Daily Newsletter

11 August 2023

Daily Newsletter

11 August 2023

Cornish Lithium receives $67m for UK project development

The company aims to produce 8,000 tonnes per year of lithium once in commercial production.

Alex Donaldson August 10 2023

UK miner Cornish Lithium has received £53m ($67m) of investment to support the development of the UK’s lithium supply chain.

The investment package came from the UK Infrastructure Bank, US private equity fund the Energy & Minerals Group (EMG) and critical minerals investment company TechMet. The $67m is part of a larger funding package, worth as much as $210m, of potential second-stage financing.

Cornish Lithium will utilise the funding to progress towards the commercial production of lithium. Currently the company aims to produce 8,000 tonnes per year (tpa) of battery grade lithium from its “globally significant” lithium grades in deep geothermal waters.

“Cornish Lithium has found it essential to secure funding from institutional investors with the financial muscle to bring our projects into commercial production," said Cornish Lithium CEO Jeremy Wrathall. "This funding will enable us to progress our Trelavour hard rock lithium project to a construction-ready status as well as completing the engineering design work required to build a demonstration-scale geothermal waters extraction facility."

In September 2022, the company revealed that it had received government funding to build the hydrometallurgical section of the demonstration processing plant for the Trevalour hard rock project.

The company in 2020 revealed that tests had indicated it has among the “world’s highest grades of lithium and best overall chemical qualities encountered in published records for geothermal waters anywhere in the world”. The company also intends to mine lithium from onshore hard rock formations.

Cornish Lithium hopes to capitalise on a global lithium boom, with reports suggesting the global lithium market could be worth as much as $19bn by 2030, owing to its role in the global energy transition.

ESG 2.0 marks a shift towards stricter environmental rules

ESG is moving into a different era, which we call ESG 2.0. While ESG 1.0 was driven by voluntary corporate action, spurred by pressure from activist consumers and investors, ESG 2.0 is being driven by a new wave of government policies. The EU has taken the regulatory lead, with rules introduced or in the pipeline that will price emissions, regulate the use of the terms ‘ESG’ and ‘sustainability’ in marketing materials, and make ESG reporting mandatory. The US has taken a different approach, favoring less regulation and more financial support in the form of tax breaks for clean industry (renewables plus nuclear and hydrogen). China is planning to expand its emissions trading system to more sectors, decarbonize its heavy industry, and ramp up its use of renewables. The new policy direction is mainly motivated by the ambition to hit net zero emissions targets. But on top of this, governments are now competing for clean industry and trying to challenge China’s leadership on the production of the world’s green technologies such as solar panels and batteries, as well as the production and refinement of materials needed for energy transition such as lithium. These driving forces are leading to policy that will impact every sector, not just heavy industry, and will keep ESG near the top of the regulatory agenda over the longer term.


#### [About this task]
Within the records below, reproduce without change the lines from the line that has "For every button, label, input, icon, or" through the line that has "uI element localization: list", and only those.

#### [Source material]
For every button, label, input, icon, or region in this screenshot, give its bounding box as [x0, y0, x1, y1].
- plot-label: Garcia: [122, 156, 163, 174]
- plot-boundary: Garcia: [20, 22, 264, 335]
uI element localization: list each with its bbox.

---

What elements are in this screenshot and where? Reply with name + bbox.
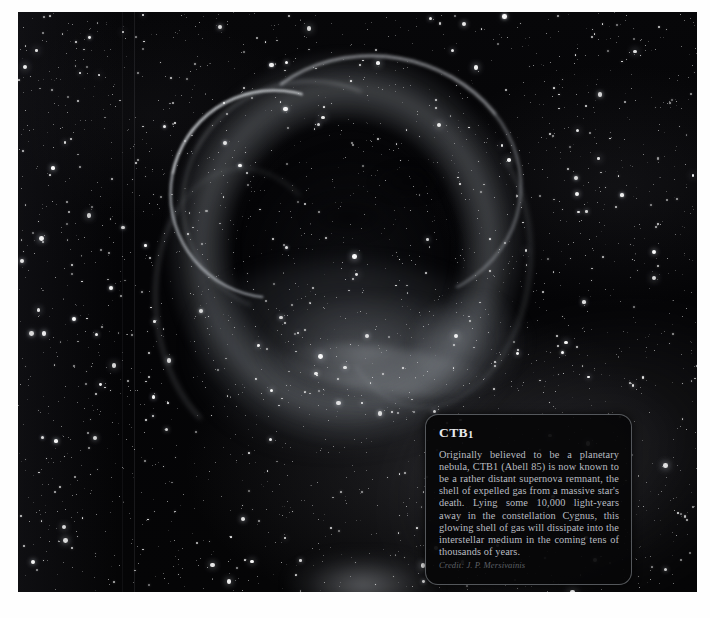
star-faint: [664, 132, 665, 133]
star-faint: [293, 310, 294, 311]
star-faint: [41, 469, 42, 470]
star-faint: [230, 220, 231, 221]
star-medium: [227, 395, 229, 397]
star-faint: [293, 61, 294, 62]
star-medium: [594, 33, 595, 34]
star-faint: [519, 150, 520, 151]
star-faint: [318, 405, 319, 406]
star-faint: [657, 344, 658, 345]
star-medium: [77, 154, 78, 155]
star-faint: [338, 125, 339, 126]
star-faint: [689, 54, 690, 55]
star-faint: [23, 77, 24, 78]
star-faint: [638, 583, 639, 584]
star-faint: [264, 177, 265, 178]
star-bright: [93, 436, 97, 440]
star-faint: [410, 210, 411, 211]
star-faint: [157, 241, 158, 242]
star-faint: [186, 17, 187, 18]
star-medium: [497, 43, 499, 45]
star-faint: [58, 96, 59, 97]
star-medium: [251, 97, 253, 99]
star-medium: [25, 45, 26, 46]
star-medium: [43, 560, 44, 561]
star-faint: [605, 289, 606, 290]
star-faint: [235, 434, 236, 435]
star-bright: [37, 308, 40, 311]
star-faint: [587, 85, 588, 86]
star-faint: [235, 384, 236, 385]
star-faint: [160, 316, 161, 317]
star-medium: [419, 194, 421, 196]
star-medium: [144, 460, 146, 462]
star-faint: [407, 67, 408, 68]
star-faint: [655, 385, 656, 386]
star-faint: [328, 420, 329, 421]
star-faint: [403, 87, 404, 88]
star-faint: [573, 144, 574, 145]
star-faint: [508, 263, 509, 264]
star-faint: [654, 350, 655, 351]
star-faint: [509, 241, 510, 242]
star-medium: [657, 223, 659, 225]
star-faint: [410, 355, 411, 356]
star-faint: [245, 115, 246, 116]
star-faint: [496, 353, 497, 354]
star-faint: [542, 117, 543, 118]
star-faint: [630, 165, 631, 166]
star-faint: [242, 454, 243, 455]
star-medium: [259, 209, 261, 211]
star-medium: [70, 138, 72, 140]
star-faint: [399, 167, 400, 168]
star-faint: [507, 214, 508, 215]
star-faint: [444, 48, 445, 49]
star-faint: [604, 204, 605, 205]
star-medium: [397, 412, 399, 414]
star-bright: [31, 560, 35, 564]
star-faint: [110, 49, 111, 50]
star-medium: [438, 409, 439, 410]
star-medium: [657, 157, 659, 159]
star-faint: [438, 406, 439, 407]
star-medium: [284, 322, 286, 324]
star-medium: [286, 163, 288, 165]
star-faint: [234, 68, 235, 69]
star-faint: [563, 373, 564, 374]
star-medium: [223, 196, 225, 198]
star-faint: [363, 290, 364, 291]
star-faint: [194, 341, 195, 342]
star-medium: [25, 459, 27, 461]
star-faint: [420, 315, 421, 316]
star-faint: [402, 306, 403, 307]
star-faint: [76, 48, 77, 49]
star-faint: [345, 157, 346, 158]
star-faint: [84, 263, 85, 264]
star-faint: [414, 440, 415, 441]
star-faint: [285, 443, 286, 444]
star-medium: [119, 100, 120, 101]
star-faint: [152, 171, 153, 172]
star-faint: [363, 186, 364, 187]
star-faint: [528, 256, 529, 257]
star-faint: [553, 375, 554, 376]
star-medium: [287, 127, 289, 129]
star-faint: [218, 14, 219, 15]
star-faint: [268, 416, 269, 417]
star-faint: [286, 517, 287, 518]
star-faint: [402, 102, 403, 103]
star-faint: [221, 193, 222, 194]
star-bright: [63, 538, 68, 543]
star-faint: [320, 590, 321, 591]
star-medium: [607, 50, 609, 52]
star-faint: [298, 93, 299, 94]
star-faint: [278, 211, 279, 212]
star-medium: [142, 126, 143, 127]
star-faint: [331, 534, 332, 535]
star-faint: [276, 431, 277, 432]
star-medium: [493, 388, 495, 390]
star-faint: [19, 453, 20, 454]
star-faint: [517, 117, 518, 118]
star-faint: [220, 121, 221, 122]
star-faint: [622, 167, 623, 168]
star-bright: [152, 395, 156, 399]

#### [Expected output]
For every button, label, input, icon, or region in this screenshot, give its bounding box as [x0, y0, x1, y1].
- plot-label: Garcia: [122, 156, 163, 174]
- plot-boundary: Garcia: [20, 22, 264, 335]
uI element localization: list each with its bbox.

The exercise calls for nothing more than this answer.